KB: Are there artists you would love to collaborate with or wish you had?

??I’ve been lucky to collaborate with some of my favorite musicians in my career. I would still love to collaborate with a new generation heavy electronic artist on an analog bass, heavy electronic drums, and synths collaboration project. Take me out of my usual zone, merging the past and future: my love of 80s dark new wave and new artists exploring that genre. It was very futuristic back then, and we are now, after all, living in the future. I am in the mood to play bass to heavy beats I want to dance to.

KB: What are your 7 favorite bass lines in music across all genres? And why these 7?

“Mountain Song” – Jane’s Addiction (love a rambling, rolling bass line – feels like the ocean waves)

“Black Top – Helmet” (was the first bass line I taught myself)

“Gold Dust Woman” – Hole from “The Crow 2” Soundtrack (it was my first bass line contribution to the band)

“Get Ready” – The Temptations (Motown just feels so good, because of the bass)

“Lucretia My Reflection” – Sisters of Mercy (makes me want to hit the dance floor and play bass simultaneously)

“Be My Druidess” – Type O Negative (full chord bass playing at its best by iconic, demonic, Peter Steele, RIP)

“Romantic Rights” – Death from Above (1979 – unique distorted overdriven tone, combined dance rhythm and melodic intelligence, all in one shot – also! Shout out to a bass & drum only band, which is awesome, and we should have more of, but the bass player needs to be a killer to fill that role.

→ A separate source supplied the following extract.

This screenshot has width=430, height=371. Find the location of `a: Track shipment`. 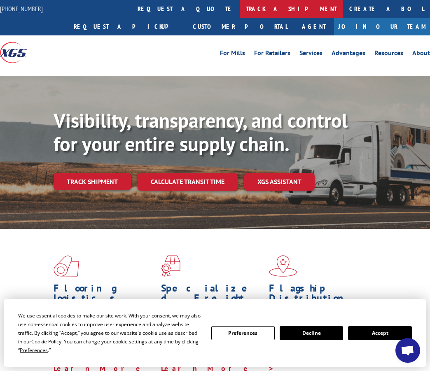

KB: What are you currently up to?

Releasing my ‘90s Rock Memoir “EVEN THE GOOD GIRLS WILL CRY”. Visceral healing process, it was to get it out of me and write it, but I suspect the real magic will begin by putting it into the world and reflecting with others on what the magic of the ‘90s was all about. Powerful music decade that carried us into what is now a brave new world of digital corporate weirdness – may the past shed a light on our future. That’s my hope for this book release and tour.